Collaboration: R2O in a Nutshell
It has become increasingly popular to collocate National Weather Service (NWS) offices with academic institutions, presumably to maximize the potential R2O benefit. A few years ago, as part of a satellite proving ground demonstration, I was visiting a NWS office that was in a university building. On the research side, we spent long days working with meteorologists in simulating futuristic forecast and warning operations. As the hallways started to clear out and the day was winding down, I preceded to prop open the interior door between our demonstration room and the hallway so that anyone who was interested in what we were doing and finding (from the NWS or university) would feel encouraged to wander in before they set out for home. Not soon after, I was reproved because it was a violation of security rules to do so. The door was shut.
While there are certainly situations where closed doors are necessary to maintain the safety and reduce distractions, an unquestioned security policy like keeping doors closed is inadvertently serving as a barrier to R2O. Due to examples like this, I find that collocation is a necessary but not sufficient condition for inducing a relationship between research and operations. We must work harder to break down organizational silos; this does not happen with physical barriers, and without encouraging employees to rethink, and challenge, institutional constructs.
In one word, the core element of R2O is “collaboration”. It is essential that research and operational sectors work together to build the community and push forth the field. In order to be better at R2O, we need to be better at collaboration as a whole. The September 2015 issue of Harvard Business Review (HBR) contains an article on collaboration, “Collaborate for Real”, that discusses the ingredients for building a cooperative culture. The conclusion is that organizations with strong, inclusive departments or teams can lose track of the larger focus in pursuit of achieving group goals. This way of operating can destroy value over the long haul.
If R2O is about increasing value, then we need to think about collaboration as a community. And there are many examples of this today. We have professional and scientific meetings where researchers, academics, and industry partners all come together to exchange ideas and contact information. The NWS even runs a Collaborative Science, Technology, and Applied Research (CSTAR) program. Formal collaboration is great, and ensuring funds exist to foster R2O relationships is essential, but organic collaboration is cheaper, more sustainable, and impactful in large organizations and communities.
The Facebook campus is known for shared and open workspaces. It uses automatic doors so that engineers keep moving and interacting. But this is not all. Facebook also implemented a multi-week training program that, while maintaining core information, introduced new hires to the entire company and encouraged social bonding among those hires. Given Facebook’s success, we can learn from this design in implementing proximate physical areas for researchers and practitioners, and establishing an orientation program that counteracts geographical constraints existing in the weather community. We must do more to create a community culture that supports innovation in the R2O realm. Let’s keep the doors open, fight silos, and work together.
Further reading for those interested: The HBR article mentions a new book, “The Silo Effect”, by Gillian Tett, that discusses multiple organizations and their silos, and offers some answers on how to deal with them.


### Problem to work on
Whenever a line of the records below contains the word "slots", copy that line.

Recorded data

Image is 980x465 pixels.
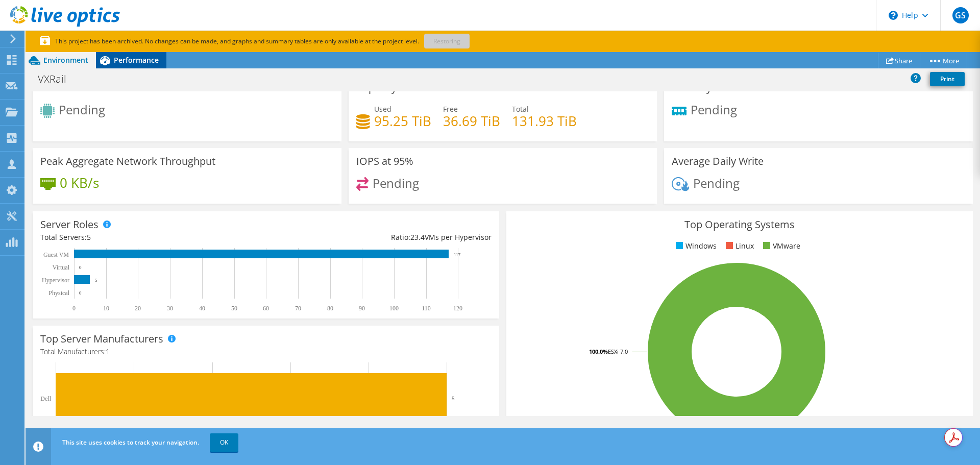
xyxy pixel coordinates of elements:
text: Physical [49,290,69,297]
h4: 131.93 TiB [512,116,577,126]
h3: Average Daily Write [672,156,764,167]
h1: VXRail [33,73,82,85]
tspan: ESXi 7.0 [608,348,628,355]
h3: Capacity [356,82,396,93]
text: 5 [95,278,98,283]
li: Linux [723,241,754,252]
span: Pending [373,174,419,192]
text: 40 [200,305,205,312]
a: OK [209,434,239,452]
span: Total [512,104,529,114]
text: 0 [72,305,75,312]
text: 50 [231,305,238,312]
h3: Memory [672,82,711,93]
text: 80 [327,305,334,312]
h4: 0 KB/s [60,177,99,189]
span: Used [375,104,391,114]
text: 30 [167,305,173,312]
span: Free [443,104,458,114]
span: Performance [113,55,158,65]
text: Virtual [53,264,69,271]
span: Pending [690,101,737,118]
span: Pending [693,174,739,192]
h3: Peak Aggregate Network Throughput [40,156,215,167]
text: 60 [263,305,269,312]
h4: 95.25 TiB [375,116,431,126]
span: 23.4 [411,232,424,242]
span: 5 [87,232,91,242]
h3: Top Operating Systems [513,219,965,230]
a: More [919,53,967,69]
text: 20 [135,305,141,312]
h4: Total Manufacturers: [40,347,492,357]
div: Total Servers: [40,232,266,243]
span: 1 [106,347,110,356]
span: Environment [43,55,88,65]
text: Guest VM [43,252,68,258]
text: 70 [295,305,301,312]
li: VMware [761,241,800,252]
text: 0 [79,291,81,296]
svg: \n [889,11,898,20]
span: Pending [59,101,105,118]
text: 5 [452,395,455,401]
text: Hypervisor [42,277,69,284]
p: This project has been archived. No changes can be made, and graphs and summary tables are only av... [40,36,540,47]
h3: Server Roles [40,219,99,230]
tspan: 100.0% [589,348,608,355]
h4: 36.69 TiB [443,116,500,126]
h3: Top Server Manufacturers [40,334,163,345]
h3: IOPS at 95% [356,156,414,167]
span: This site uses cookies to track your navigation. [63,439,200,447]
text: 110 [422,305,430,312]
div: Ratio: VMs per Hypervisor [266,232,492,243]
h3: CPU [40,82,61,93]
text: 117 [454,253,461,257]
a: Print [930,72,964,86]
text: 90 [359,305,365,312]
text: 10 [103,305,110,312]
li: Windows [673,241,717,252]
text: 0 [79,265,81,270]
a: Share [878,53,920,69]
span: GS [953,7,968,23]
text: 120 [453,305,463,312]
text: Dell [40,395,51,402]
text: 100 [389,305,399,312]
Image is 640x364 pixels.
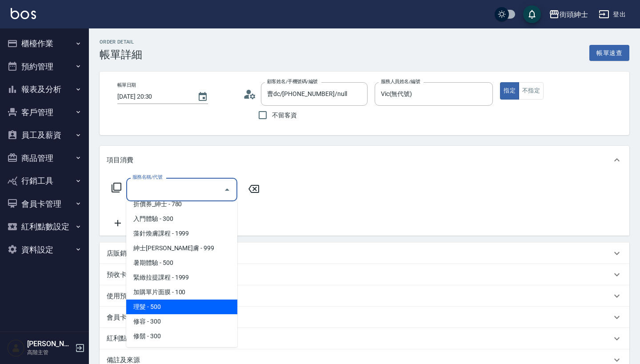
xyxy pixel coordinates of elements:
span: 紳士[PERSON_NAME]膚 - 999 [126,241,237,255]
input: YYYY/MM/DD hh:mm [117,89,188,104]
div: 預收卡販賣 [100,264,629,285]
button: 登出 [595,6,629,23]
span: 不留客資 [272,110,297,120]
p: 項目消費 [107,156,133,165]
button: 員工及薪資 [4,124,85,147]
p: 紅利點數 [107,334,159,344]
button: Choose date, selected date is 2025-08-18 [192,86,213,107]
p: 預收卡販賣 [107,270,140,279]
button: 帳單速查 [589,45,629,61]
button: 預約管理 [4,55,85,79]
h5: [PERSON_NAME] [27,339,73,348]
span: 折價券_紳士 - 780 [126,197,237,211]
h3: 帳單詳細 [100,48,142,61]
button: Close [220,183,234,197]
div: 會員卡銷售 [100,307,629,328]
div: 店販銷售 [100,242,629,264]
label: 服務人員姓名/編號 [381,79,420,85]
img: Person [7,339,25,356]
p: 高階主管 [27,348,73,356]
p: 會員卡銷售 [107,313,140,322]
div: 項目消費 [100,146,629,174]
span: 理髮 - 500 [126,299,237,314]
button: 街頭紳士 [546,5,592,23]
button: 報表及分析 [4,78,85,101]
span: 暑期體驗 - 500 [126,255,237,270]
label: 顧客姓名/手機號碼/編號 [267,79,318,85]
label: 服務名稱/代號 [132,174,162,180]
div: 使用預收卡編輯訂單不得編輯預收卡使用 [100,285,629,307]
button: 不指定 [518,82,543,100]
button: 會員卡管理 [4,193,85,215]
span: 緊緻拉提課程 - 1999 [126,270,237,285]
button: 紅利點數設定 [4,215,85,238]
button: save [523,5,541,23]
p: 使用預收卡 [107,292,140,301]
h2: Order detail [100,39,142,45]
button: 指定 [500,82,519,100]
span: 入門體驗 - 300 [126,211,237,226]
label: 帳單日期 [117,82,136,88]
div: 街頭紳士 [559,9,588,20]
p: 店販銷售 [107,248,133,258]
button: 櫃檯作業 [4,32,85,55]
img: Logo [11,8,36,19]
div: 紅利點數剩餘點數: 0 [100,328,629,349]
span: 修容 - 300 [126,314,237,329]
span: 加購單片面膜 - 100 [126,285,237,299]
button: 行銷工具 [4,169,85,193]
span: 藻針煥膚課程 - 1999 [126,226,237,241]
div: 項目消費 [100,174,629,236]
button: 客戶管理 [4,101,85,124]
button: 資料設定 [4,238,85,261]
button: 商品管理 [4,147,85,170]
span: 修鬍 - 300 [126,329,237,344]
...
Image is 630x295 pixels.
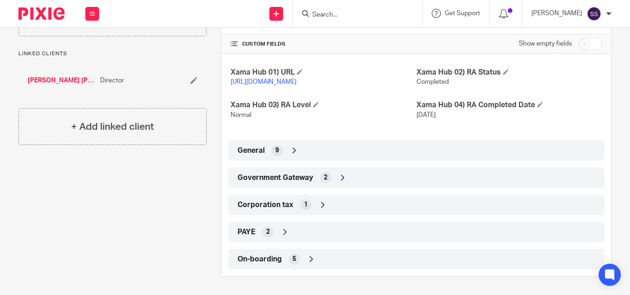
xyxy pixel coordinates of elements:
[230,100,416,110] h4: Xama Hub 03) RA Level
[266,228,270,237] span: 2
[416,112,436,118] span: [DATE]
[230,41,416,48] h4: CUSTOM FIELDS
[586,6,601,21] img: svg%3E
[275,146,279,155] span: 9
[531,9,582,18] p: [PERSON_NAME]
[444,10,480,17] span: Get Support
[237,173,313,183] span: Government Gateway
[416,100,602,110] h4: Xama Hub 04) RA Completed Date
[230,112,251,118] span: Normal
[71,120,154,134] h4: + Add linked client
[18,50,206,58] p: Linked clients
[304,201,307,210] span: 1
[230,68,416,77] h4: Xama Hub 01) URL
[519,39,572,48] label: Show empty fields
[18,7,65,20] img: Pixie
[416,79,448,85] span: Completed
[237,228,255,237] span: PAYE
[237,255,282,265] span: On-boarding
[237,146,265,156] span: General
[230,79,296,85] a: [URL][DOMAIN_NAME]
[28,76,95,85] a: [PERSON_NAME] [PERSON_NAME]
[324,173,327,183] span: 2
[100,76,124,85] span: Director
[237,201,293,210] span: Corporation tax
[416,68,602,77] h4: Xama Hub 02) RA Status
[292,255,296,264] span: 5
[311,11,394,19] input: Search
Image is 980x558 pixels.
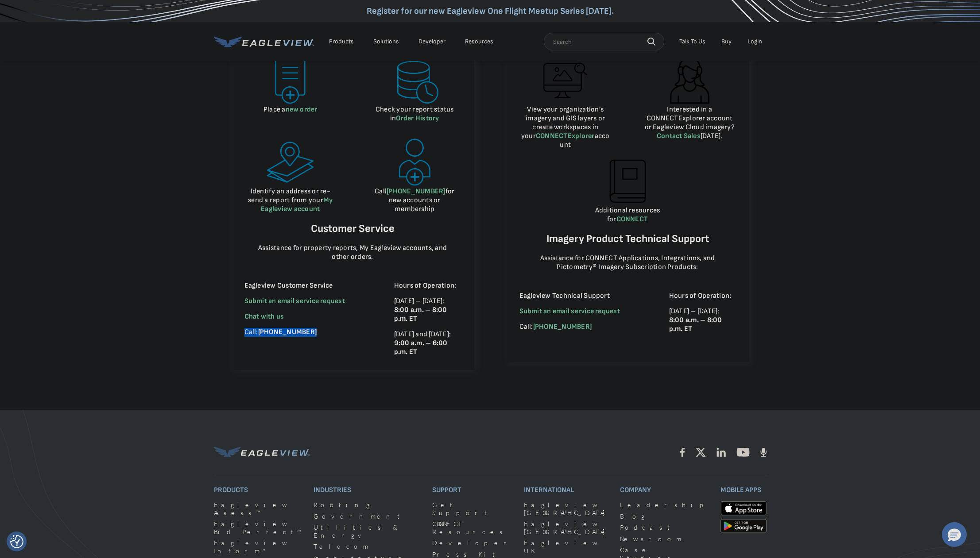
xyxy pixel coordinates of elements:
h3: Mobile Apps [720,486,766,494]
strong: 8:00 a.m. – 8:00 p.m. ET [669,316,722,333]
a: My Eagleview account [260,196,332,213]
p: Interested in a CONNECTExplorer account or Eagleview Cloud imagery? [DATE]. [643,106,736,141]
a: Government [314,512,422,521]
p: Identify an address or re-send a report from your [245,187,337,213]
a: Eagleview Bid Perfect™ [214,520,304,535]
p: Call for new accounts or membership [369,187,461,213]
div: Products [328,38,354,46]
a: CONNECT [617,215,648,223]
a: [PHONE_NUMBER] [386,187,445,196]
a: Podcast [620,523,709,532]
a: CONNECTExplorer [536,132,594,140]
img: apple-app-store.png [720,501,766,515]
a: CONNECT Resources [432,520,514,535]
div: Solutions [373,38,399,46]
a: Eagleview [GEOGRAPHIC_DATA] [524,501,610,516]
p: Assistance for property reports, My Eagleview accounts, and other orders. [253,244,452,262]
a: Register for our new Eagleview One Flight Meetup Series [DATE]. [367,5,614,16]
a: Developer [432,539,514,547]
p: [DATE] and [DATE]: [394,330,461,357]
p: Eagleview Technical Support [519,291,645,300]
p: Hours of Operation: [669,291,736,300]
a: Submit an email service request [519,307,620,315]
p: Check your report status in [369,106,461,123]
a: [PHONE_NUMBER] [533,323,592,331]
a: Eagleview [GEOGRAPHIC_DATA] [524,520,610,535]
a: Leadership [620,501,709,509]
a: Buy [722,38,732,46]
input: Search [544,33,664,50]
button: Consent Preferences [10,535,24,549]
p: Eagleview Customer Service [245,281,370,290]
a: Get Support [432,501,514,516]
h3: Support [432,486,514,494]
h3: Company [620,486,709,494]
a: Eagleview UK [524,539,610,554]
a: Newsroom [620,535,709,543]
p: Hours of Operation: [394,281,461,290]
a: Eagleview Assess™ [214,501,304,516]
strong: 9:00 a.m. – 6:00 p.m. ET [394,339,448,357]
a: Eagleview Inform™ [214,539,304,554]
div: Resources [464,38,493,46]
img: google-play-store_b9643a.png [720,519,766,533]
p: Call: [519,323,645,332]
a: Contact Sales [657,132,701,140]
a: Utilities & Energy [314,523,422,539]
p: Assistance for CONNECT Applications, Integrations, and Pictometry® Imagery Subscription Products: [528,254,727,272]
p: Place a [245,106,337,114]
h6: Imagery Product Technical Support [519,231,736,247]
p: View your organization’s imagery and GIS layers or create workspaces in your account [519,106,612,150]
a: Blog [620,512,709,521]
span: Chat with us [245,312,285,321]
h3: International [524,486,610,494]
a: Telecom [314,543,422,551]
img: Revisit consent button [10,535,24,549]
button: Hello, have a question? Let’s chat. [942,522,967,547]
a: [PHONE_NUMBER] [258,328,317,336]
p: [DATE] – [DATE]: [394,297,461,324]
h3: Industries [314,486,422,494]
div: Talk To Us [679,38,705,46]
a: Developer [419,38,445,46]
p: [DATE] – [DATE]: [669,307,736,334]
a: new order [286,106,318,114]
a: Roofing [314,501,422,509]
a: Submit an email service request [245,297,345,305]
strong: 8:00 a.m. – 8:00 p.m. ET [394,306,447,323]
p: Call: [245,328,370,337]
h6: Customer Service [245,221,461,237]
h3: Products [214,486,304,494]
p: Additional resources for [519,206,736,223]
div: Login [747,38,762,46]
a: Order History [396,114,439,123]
--
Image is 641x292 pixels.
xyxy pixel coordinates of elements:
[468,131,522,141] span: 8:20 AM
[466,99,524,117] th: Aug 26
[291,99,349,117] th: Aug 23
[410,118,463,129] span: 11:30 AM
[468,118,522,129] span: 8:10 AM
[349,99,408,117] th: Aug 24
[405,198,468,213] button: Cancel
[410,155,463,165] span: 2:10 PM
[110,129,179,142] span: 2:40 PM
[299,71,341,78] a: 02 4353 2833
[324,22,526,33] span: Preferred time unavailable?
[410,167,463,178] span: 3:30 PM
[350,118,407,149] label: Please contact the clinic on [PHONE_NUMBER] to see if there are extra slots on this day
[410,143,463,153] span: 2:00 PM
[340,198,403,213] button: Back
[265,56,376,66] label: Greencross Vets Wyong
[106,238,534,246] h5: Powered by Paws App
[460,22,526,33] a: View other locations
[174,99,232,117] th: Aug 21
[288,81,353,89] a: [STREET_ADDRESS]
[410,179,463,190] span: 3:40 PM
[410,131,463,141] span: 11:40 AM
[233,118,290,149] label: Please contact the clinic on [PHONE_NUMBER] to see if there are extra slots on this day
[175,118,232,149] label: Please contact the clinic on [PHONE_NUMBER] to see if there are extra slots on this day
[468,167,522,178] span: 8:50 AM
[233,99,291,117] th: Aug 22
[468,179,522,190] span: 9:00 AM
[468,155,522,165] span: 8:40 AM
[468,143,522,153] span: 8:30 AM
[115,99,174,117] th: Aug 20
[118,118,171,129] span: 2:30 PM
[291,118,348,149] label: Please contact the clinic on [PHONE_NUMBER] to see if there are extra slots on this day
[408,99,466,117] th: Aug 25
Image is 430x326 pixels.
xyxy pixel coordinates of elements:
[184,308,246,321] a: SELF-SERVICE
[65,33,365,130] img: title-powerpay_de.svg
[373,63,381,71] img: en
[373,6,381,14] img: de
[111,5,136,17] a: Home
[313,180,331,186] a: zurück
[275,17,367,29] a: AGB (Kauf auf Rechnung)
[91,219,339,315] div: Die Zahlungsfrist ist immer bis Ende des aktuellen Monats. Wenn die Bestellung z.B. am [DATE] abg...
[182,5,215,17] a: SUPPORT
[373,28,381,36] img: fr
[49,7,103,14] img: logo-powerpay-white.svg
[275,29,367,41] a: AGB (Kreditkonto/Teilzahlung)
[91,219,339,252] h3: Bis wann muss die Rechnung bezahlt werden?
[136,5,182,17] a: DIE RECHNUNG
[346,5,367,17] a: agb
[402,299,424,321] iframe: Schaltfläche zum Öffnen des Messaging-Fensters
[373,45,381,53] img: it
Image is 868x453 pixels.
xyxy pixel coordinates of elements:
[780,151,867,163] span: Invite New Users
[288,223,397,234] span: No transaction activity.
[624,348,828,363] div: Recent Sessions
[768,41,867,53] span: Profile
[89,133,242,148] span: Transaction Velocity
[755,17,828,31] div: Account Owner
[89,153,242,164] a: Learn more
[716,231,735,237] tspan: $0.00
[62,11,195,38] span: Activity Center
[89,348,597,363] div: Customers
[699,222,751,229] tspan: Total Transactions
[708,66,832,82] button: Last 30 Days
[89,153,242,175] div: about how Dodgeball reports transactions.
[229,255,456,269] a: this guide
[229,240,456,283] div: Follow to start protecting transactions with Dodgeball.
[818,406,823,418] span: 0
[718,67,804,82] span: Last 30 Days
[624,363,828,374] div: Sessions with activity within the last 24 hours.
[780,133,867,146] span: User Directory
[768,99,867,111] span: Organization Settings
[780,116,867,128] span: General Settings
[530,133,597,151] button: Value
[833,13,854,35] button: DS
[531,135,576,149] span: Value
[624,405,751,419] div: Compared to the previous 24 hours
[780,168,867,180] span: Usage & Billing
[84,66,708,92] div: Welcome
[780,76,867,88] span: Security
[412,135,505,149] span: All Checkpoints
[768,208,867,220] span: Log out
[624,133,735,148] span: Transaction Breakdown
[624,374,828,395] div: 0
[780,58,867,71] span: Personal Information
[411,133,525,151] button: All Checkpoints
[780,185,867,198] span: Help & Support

### Finished task
[350,118,407,149] label: Please contact the clinic on [PHONE_NUMBER] to see if there are extra slots on this day
[233,118,290,149] label: Please contact the clinic on [PHONE_NUMBER] to see if there are extra slots on this day
[175,118,232,149] label: Please contact the clinic on [PHONE_NUMBER] to see if there are extra slots on this day
[291,118,348,149] label: Please contact the clinic on [PHONE_NUMBER] to see if there are extra slots on this day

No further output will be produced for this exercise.